'The Salt of Life' could use more spice
Like the aroma of a meal you wish you'd eaten, "The Salt of Life" is the faint suggestion of a movie you wish you'd seen. This pleasant but barely there comedy would hardly be worth mentioning if it weren't the follow-up to the slightly meatier "Mid-August Lunch," a modest art-house hit in 2010.
That was the directing debut of Gianni Di Gregorio, one of those handsome, middle-age Italian actors who have been charming the pants off Americans since Marcello Mastroianni. Di Gregorio wisely cast himself as himself -- a vaguely Bohemian type living in Rome's shabby-chic Trastevere district -- and also cast other actors as versions of themselves, giving the movie an appealingly unscripted, just-us-Italians feel.
Di Gregorio returns to that formula in "The Salt of Life," bringing back the wonderful Valeria De Franciscis Bendoni as his mother -- though in a much smaller role -- and Alfonso Santagata as his rascally pal. The theme this time is sex, or the idea of it: Gianni is now married (Elisabetta Piccolomini plays his wife) but wonders whether he shouldn't get a mistress. Puffing away on his terrace, he observes that the streets are filled with bouncing young beauties and decides he'd like one.
So Gianni chats with his mother's perky blond caretaker (Kristina Cepraga), walks the dog for his sun-bronzed young neighbor (Aylin Prandi) and watches an ex-girlfriend (Valeria Cavalli) fall asleep after dinner. These half-measures don't amount to much for Gianni, and they're only faintly amusing for us. As for that wife, nobody in the movie seems much concerned.
Without a story to keep it going, "The Salt of Life" simply ends at the 90-minute mark, abruptly and rather randomly. It's as if Gianni -- the character and the filmmaker -- simply ran out of steam.
PLOT A middle-aged Italian man considers taking a mistress. Unrated (racy humor and mild sexuality)
CAST Gianni Di Gregorio, Valeria di Franciscis Bendoni, Alyn Prandi
LENGTH 1:30.
PLAYING AT Cinema Arts Centre, Huntington.
BOTTOM LINE A faint wisp of a movie, amusing and pleasant but little more.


**EXERCISE:**
Once you find the line with "Image is 868x416 pixels." in the listing below, set down exactly every line from it through the line with "Image is 647x313 pixels.", but no pictures.

- Opening Delimiter -

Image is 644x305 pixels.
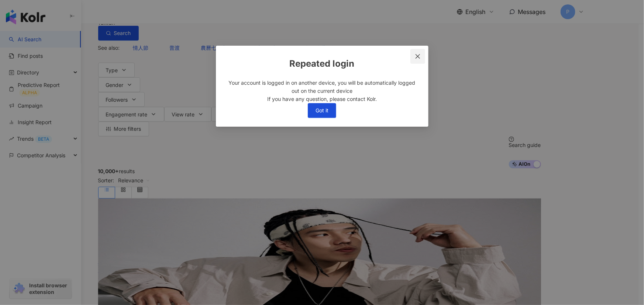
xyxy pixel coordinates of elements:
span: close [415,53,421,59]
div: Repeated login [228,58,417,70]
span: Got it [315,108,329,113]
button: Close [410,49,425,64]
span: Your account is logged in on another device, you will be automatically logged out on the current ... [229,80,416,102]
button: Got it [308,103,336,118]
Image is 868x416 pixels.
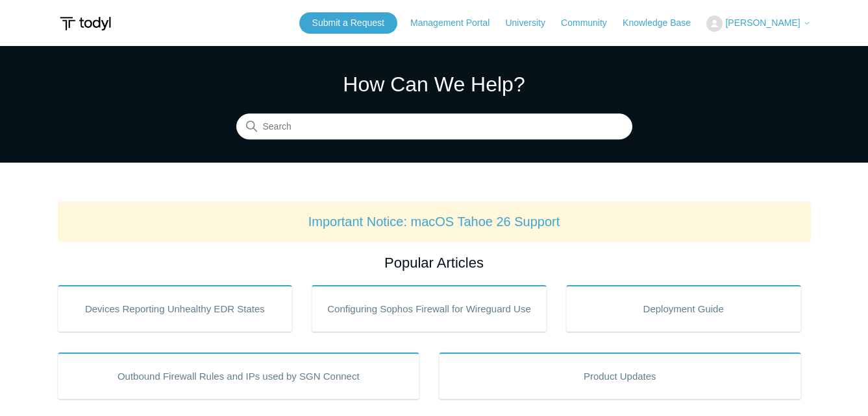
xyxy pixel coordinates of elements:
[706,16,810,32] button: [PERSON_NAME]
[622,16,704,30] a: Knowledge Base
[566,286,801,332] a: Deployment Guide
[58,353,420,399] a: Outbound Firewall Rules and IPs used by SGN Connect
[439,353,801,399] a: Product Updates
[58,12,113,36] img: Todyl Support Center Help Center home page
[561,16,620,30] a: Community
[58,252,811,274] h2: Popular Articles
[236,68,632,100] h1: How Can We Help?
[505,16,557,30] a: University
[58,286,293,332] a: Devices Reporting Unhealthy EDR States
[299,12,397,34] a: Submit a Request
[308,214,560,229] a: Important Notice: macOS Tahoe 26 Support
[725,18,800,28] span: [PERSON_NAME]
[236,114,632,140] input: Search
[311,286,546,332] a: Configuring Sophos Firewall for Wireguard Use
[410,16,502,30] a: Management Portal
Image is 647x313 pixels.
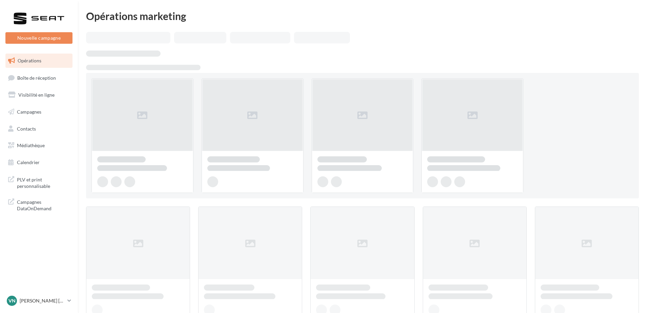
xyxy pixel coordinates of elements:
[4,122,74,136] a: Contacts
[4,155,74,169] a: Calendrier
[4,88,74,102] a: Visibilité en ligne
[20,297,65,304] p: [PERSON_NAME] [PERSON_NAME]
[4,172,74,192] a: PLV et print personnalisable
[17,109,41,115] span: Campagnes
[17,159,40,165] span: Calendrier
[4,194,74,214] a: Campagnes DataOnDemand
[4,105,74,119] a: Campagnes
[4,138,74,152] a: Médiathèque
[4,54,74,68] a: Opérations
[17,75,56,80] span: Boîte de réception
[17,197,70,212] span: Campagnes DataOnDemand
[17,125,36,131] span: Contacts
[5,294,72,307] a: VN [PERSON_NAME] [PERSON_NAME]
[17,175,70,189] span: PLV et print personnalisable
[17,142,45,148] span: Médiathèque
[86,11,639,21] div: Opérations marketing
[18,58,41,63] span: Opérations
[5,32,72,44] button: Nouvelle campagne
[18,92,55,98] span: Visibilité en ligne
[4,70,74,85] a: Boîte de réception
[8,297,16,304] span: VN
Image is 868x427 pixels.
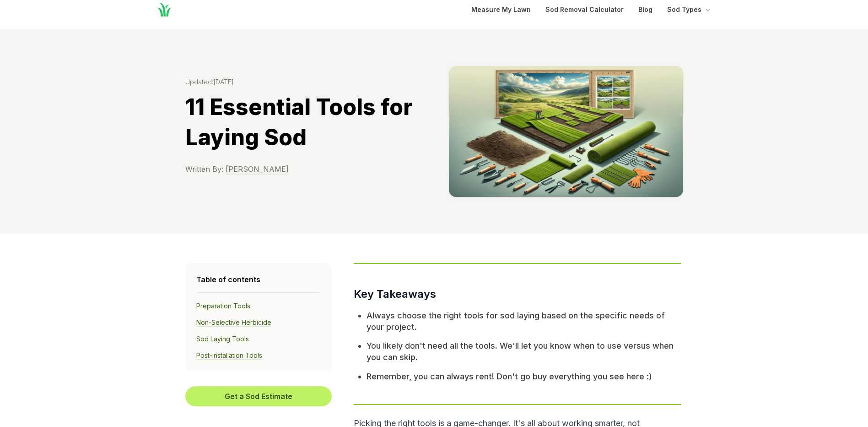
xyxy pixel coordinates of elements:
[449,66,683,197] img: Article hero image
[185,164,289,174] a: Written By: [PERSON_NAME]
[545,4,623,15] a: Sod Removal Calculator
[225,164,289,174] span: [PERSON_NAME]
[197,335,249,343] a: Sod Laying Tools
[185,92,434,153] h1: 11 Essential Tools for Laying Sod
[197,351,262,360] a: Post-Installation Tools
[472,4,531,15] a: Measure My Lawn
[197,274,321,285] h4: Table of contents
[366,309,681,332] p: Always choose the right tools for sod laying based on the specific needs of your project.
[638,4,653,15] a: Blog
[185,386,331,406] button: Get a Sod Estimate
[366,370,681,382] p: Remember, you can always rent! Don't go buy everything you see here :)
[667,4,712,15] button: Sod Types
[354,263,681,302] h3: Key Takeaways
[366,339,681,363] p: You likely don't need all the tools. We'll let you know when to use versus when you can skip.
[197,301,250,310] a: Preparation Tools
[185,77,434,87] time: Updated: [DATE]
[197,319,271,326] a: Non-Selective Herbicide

- Closing Delimiter -

**OUTPUT OF THE EXERCISE:**
Image is 868x416 pixels.
xyxy pixel coordinates of elements:
[706,16,810,32] button: [PERSON_NAME]
[622,16,704,30] a: Knowledge Base
[566,286,801,332] a: Deployment Guide
[58,353,420,399] a: Outbound Firewall Rules and IPs used by SGN Connect
[439,353,801,399] a: Product Updates
[58,12,113,36] img: Todyl Support Center Help Center home page
[561,16,620,30] a: Community
[58,252,811,274] h2: Popular Articles
[236,68,632,100] h1: How Can We Help?
[505,16,557,30] a: University
[58,286,293,332] a: Devices Reporting Unhealthy EDR States
[299,12,397,34] a: Submit a Request
[308,214,560,229] a: Important Notice: macOS Tahoe 26 Support
[725,18,800,28] span: [PERSON_NAME]
[236,114,632,140] input: Search
[311,286,546,332] a: Configuring Sophos Firewall for Wireguard Use
[410,16,502,30] a: Management Portal
Image is 647x313 pixels.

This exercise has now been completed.